The figures press in upon one another, their expressions and gestures rendered with the kind of individualising attention that would become the hallmark of Rembrandt’s mature work. There are old men and infants, mothers and bystanders, the devout and the curious. The architectural backdrop, arches, columns, the suggestion of a grand interior opening onto sky, is worked with considerable sophistication for an artist barely in his twenties. And despite the unfinished passages in the foreground, the overall effect is one of remarkable compositional control: a painter who already understands how to organise complexity, how to lead the eye, how to charge a scene with emotional weight.
Provenance, Scholarship, And Attribution
The painting’s history, like that of many Old Master works, is not without its gaps. It may well be the work recorded in two seventeenth-century Dutch collections: the first possibly that of Floris Soop, whose inventory of 3 May 1657 records a painting matching its subject; and subsequently, perhaps, in the collection of Wilhelmus Scriverius, who sold twenty-four paintings at auction on 8 August 1663, including two large works by Rembrandt. While no definitive link can be drawn, the plausibility is strengthened considerably by the fact that no other painting by Rembrandt of this subject, in any size or format, is known to exist.
The work was subsequently held in a private collection in West Berlin from the mid-twentieth century, before its sale in Cologne in 2014 brought it back into scholarly view.
Since that re-emergence, Let The Little Children Come Unto Me has attracted serious and sustained academic attention. It was exhibited in both Leiden and Oxford in 2020, at which point it had been partially cleaned. The exhibition catalogue records the verbal opinions of two of the most distinguished Rembrandt scholars of our time: Ernst van de Wetering, who examined it in 2017, and Christopher Brown, who did so in 2018, both of whom declared it an autograph work by the master’s own hand. Subsequent conservation has only strengthened that attribution, revealing a paint surface entirely consistent with Rembrandt’s known technique and working method.
A Rare Opportunity For The Discerning Collector
For collectors of Old Master paintings, and indeed for anyone who cares about the history of Western art, the opportunity to acquire Let The Little Children Come Unto Me arrives perhaps once in a lifetime.
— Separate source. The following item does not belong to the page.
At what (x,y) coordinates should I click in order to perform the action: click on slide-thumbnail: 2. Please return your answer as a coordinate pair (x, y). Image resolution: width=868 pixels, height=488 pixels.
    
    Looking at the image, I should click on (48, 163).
The painting ranks among the most significant early works by Rembrandt remaining in private hands, a work that illuminates his technique, his humanity, his politics, and his most intimate personal world, all at the very moment his extraordinary career was beginning to take shape. It joins a remarkable season for major works at auction, including the Wellington portrait by Sir Thomas Lawrence estimated at £8-12 million, confirming London’s position as the world’s pre-eminent stage for historically significant art.
The painting will be on public display at Sotheby’s London from 27 June 2026, ahead of the sale on 1 July 2026. The estimate is £8-12 million.